Review Summary: When the world weighs down upon your shoulders and you can't possibly find any strength.
4 of 6 thought this review was well writtenNow some of us are weak, and some endure. Some people live their lives with a violence that’s pure and clean. But I saw a man cry once, down on his knees in a corner of a darkened cell, and his pain meant nothing to me. But I was younger then, young men never die, and I walked out in the sun. I was strong, clear-minded and blind.
Music is an aesthetic and driving force that can be wrought from the depths of any being. It holds no boundaries and it houses no deceptions. In its purest form, music fills the void in the world between hope and despair. What a person has to say, what they’re about, how they’re feeling and what they need to express can be heard through the music they create.
Drainland is a dismal journey through the psyche of Michael Gira. A brutally honest, confronting album, the subject matter explored and the haunting melodies brought forth on
Drainland are enough to enthrall any listener.
Shut up. Figure it out yourself. It’s not my problem.
Subtle droning growing and dissolving, solemn acoustic picking and dissonance; Gira’s poignant vocal work is an integral instrument for the album as a whole. At times he croons, slurs and almost speaks his words. Sometimes saying much with little;
You see through me.
Do you even love me at all, Michael?
Disturbing the listener with horrifically detailed imagery and lyrics:
I see them sucking on the dirt, as if inhaling the whole world. And one by one, their throats are cut and each one sings his choking song. And each one sings his lullaby. And each one falls and then he’s gone. I feel good, yeah I feel fine.
Thick, pacing industrial pounding bringing an uncomfortable and perturbing atmosphere, almost dragging you into it. Menacing in the way he delivers his words, Gira shocks you just by opening his mouth and letting him unleash upon you his old leather ridden voice, hoarse and tense under his draining compositions.
Through it all, it is ambiance and painful melody. Taken and dragged into a sick cave of enclosing and reflective rocky walls. The sounds can be labeled a thousand things, but one word that comes to mind and sticks: Heavy. Not heavy in the generic sense of the word when describing music, no, but heavy as though it weighs down upon you like a thick sludge of pus upon your shoulders.
At times, the music can sound, not upbeat, but almost...hopeful. Like there’s some sense that it can find its way out of the hole it created for itself, like it can crawl back through the mess and the muck it walls around itself and the listener. But I feel that as a whole, the album is directionless. I don’t mean that as a negative thing, the album is directionless in the sense that it is not striving towards sanity or even hope, it is just a guided tour to nowhere and the depths of depravity.
I’m subtracting the air from my lungs, so someone will breathe in me.
Perhaps the darkest place this album finds itself is with the closing track, ‘Blind.’ This track gives off a deceptively warm feeling, like a warm breeze after all that was heard before, but it brings possibly the most sorrowful story.
I am blind.
Utterly scary at times, this record wasn’t designed to shock or scare, but this just feels like an insight into Gira. Not a record for the faint of heart, go into this with an open mind and let it enrapt you. Fall for its vicious pain and honesty and feel how utterly large this feels, yet cramped and boxed in and claustrophobic.
Now show some pity for the weak of will, because when we’re drinking we can never be filled. Show some understanding for the lonely fool, because when I am drinking I am out of control. I was never young. Nothing has transpired and when I look in the mirror, I feel dead, I feel cold. I am blind.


The problem
Copy each line of the material beneath that holds the word "mark".

Available records
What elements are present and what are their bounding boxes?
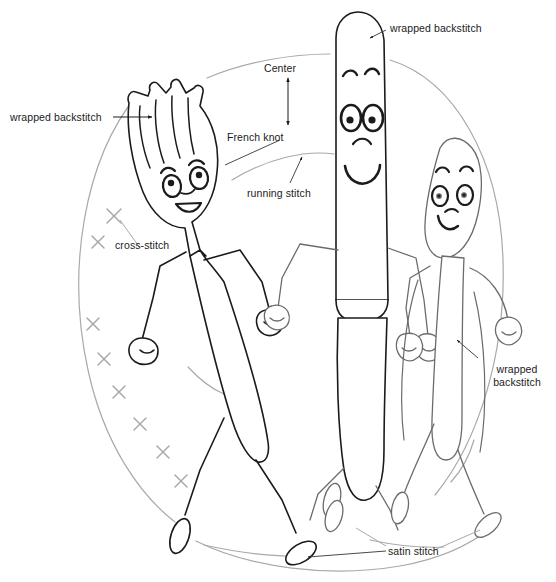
label-cross-stitch: cross-stitch xyxy=(115,239,169,252)
label-wrapped-backstitch-fork: wrapped backstitch xyxy=(10,111,102,124)
fork-foot-right xyxy=(282,536,320,569)
cross-stitch-mark xyxy=(107,209,121,223)
knife-pupil-left xyxy=(347,117,353,123)
cross-stitch-mark xyxy=(92,236,104,248)
label-wrapped-backstitch-spoon: wrapped backstitch xyxy=(481,363,553,388)
spoon-leg-right xyxy=(458,450,484,514)
spoon-foot-right xyxy=(471,508,505,541)
outer-arc-bottom xyxy=(196,527,492,571)
fork-hand-left xyxy=(129,338,158,364)
cross-stitch-mark xyxy=(98,353,110,365)
cross-stitch-mark xyxy=(175,475,187,487)
spoon-hand-right xyxy=(495,317,521,345)
knife-character xyxy=(264,12,441,534)
label-satin-stitch: satin stitch xyxy=(388,545,439,558)
fork-pupil-right xyxy=(197,173,202,178)
spoon-leg-left xyxy=(404,424,434,494)
fork-handle xyxy=(190,250,269,462)
label-running-stitch: running stitch xyxy=(247,187,311,200)
fork-arm-left xyxy=(142,252,186,340)
spoon-hand-left xyxy=(396,333,422,361)
spoon-handle xyxy=(432,256,464,460)
spoon-pupil-right xyxy=(462,193,466,197)
knife-hand-left xyxy=(264,305,289,329)
leader-satin-stitch-left xyxy=(308,551,386,557)
cross-stitch-mark xyxy=(134,418,146,430)
label-wrapped-backstitch-knife: wrapped backstitch xyxy=(390,22,482,35)
running-stitch-arc xyxy=(232,153,334,180)
leader-running-stitch xyxy=(290,157,302,183)
embroidery-pattern-artwork xyxy=(0,0,556,582)
knife-pupil-right xyxy=(369,117,375,123)
knife-handle xyxy=(337,318,387,500)
leader-satin-stitch-mid xyxy=(356,528,386,546)
fork-character xyxy=(128,80,320,570)
label-center: Center xyxy=(264,62,296,75)
spoon-character xyxy=(389,138,522,541)
fork-leg-right xyxy=(256,460,296,533)
cross-stitch-mark xyxy=(157,446,169,458)
fork-pupil-left xyxy=(169,181,174,186)
spoon-pupil-left xyxy=(437,194,441,198)
cross-stitch-mark xyxy=(113,386,125,398)
fork-leg-left xyxy=(185,418,224,515)
knife-head-outline xyxy=(336,12,388,300)
fork-foot-left xyxy=(166,516,194,556)
spoon-foot-left xyxy=(389,491,411,526)
diagram-canvas: wrapped backstitch wrapped backstitch wr… xyxy=(0,0,556,582)
knife-arm-left xyxy=(278,244,338,308)
label-french-knot: French knot xyxy=(227,131,284,144)
cross-stitch-mark xyxy=(87,318,99,330)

Your solution
cross-stitch-mark xyxy=(107,209,121,223)
cross-stitch-mark xyxy=(92,236,104,248)
cross-stitch-mark xyxy=(98,353,110,365)
cross-stitch-mark xyxy=(175,475,187,487)
cross-stitch-mark xyxy=(134,418,146,430)
cross-stitch-mark xyxy=(157,446,169,458)
cross-stitch-mark xyxy=(113,386,125,398)
cross-stitch-mark xyxy=(87,318,99,330)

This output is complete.